Anyway, my mom was completely unprepared for how hard her mother's death hit her. I guess you just don't know until you are there going through it. She went to grief counseling at her Church. And this is the emotion I mentioned above. My grandma lived a good long life into her 90s. And when that happens, you find yourself apologizing for your grief when you're sitting next to people who have lost a spouse or even have lost their children. You feel guilty for mourning the natural course of events in the face of other's pain and suffering which doesn't allow you to fully mourn. It wasn't until my mother recognized that her mother WAS her partner in life, that she allowed herself to fully mourn and miss her. Even though they bickered, my grandma was there for her through so many of her painful times, good times, everyday times. And she misses her. It's been three years and I know she still cries at times. But like others have said, that pain begins to be replaced by good memories, things that bring a smile to your face instead of tears.
by Anonymous | reply 83 | February 7, 2022 5:30 PM |
R84 wow that was so heavy and beautiful. Have tears on my face after reading that.
by Anonymous | reply 84 | February 7, 2022 5:59 PM |
She’s not dead! She’s just pining for the fjords.
by Anonymous | reply 85 | February 7, 2022 6:01 PM |
I technically have lost both - mom physically died over a decade ago (hard to believe that it will be 15 years soon) and dad, while still physically alive, is in the throes of dementia.
by Anonymous | reply 86 | February 7, 2022 6:02 PM |
Oh. I am SO SORRY. Parent. Dead PARENT.
Never mind.
by Anonymous | reply 87 | February 7, 2022 6:07 PM |
R86 here, I pressed post too soon, sorry.
I was somewhat at peace with my mom's passing. I miss her, sometimes that feeling is intense (especially at Christmas). I don't think I had the five stages of grief sort of process - she died when I was in my late 30s, but my mom had been ill in some way since I was 4 years old. She'd had several bouts of cancer, a heart attack and a suicide attempt. I think I had contemplated and/or prepared myself for a world without her.
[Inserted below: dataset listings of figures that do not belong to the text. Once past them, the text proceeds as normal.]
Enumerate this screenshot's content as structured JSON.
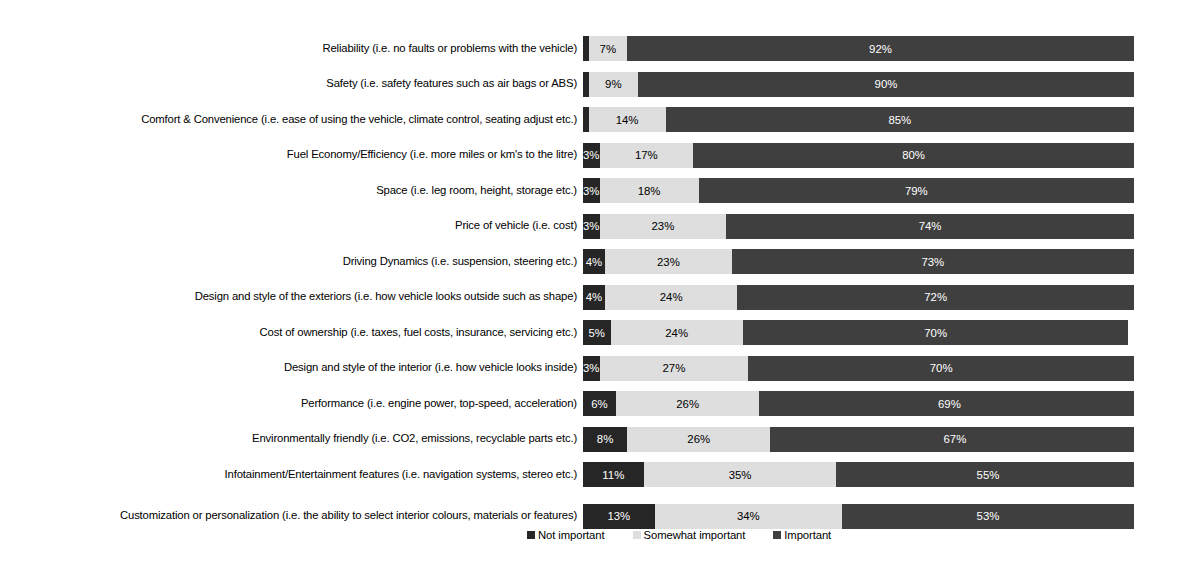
{
  "chart_data": {
    "type": "bar",
    "subtype": "stacked-horizontal-100pct",
    "title": "",
    "subtitle": "",
    "xlabel": "",
    "ylabel": "",
    "xlim": [
      0,
      100
    ],
    "grid": false,
    "legend_position": "bottom",
    "categories": [
      "Reliability (i.e. no faults or problems with the vehicle)",
      "Safety (i.e. safety features such as air bags or ABS)",
      "Comfort & Convenience (i.e. ease of using the vehicle, climate control, seating adjust etc.)",
      "Fuel Economy/Efficiency (i.e. more miles or km's to the litre)",
      "Space (i.e. leg room, height, storage etc.)",
      "Price of vehicle (i.e. cost)",
      "Driving Dynamics (i.e. suspension, steering etc.)",
      "Design and style of the exteriors (i.e. how vehicle looks outside such as shape)",
      "Cost of ownership (i.e. taxes, fuel costs, insurance, servicing etc.)",
      "Design and style of the interior (i.e. how vehicle looks inside)",
      "Performance (i.e. engine power, top-speed, acceleration)",
      "Environmentally friendly (i.e. CO2, emissions, recyclable parts etc.)",
      "Infotainment/Entertainment features (i.e. navigation systems, stereo etc.)",
      "Customization or personalization (i.e. the ability to select interior colours, materials or features)"
    ],
    "series": [
      {
        "name": "Not important",
        "color": "#262626",
        "values": [
          1,
          1,
          1,
          3,
          3,
          3,
          4,
          4,
          5,
          3,
          6,
          8,
          11,
          13
        ],
        "labels": [
          "",
          "",
          "",
          "3%",
          "3%",
          "3%",
          "4%",
          "4%",
          "5%",
          "3%",
          "6%",
          "8%",
          "11%",
          "13%"
        ]
      },
      {
        "name": "Somewhat important",
        "color": "#dedede",
        "values": [
          7,
          9,
          14,
          17,
          18,
          23,
          23,
          24,
          24,
          27,
          26,
          26,
          35,
          34
        ],
        "labels": [
          "7%",
          "9%",
          "14%",
          "17%",
          "18%",
          "23%",
          "23%",
          "24%",
          "24%",
          "27%",
          "26%",
          "26%",
          "35%",
          "34%"
        ]
      },
      {
        "name": "Important",
        "color": "#3f3f3f",
        "values": [
          92,
          90,
          85,
          80,
          79,
          74,
          73,
          72,
          70,
          70,
          69,
          67,
          55,
          53
        ],
        "labels": [
          "92%",
          "90%",
          "85%",
          "80%",
          "79%",
          "74%",
          "73%",
          "72%",
          "70%",
          "70%",
          "69%",
          "67%",
          "55%",
          "53%"
        ]
      }
    ]
  },
  "legend": {
    "items": [
      {
        "label": "Not important",
        "color": "#262626"
      },
      {
        "label": "Somewhat important",
        "color": "#dedede"
      },
      {
        "label": "Important",
        "color": "#3f3f3f"
      }
    ]
  }
}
The last three years of her life were pretty painful healthwise, especially the last year, when a recurrence of cancer spread to her brain. So I was sad, but also relieved she had no more pain. I stayed as everyone else left for the funeral itself, and was the last to see her before they closed the casket for the last time. Bye, Mom. ❤️
by Anonymous | reply 88 | February 7, 2022 6:07 PM |
Your mother and father raised to be be your own person, but they are still within you're psyche. It hurts when you lose them, but you slowly heal and keep them with you in your memory. Time does heal, you just keep that in mind as you day by day go through the process.
by Anonymous | reply 89 | February 7, 2022 8:25 PM |
[quote]And yet no one knows the perfect thing to say to everyone in every situation.
Then perhaps they should not say anything if they don't know what to say R82.
by Anonymous | reply 90 | February 8, 2022 12:04 AM |
My mother died in a car crash when I was ten. My brother and I were in the car too. As a kid I never really grieved for her, because my father fell apart and I was expected to be the level headed older sibling.
He re-married a pillhead who spared no chance to make fun of my other family members and steal money from my brother and I.
We were lucky to have good grandparents, who would take us for the summers and make sure we had school clothes and dental visits.
I feel like I never really knew my mother. I really wish she could be here now. I am in very little contact with my father, who made his choices a few years ago and decided he wanted to stay in a bad situation, rather than take the lifeline my brother and I threw at him.
by Anonymous | reply 91 | February 8, 2022 12:24 AM |
[quote]Then perhaps they should not say anything if they don't know what to say
Or perhaps R90, the bereaved should just buck up? Either way would work, and either way has an equal likelihood of happening.
Datalounge is a hotbed of advanced elder gays blubbering on, wondering if life will be worth living "when Mother passes (a frail but young 102)" and cold Aspbergery bitches who will always say the wrong thing. I'm the 1960s and most of the 1970s American life expectancy was less than the current full retirement age of 67. People that age or close on the heels of it had little expectation of facing grief over a parents death in the years or decades to come because in most cases they were already dead. People think middle age extends into their sixties now and think that no matter how long they live their parents should be there too, hale and hearty and 30 years older still. "How will I go on without Mother?" It's as if 53 years, or 62, or 71 prepared them for nothing.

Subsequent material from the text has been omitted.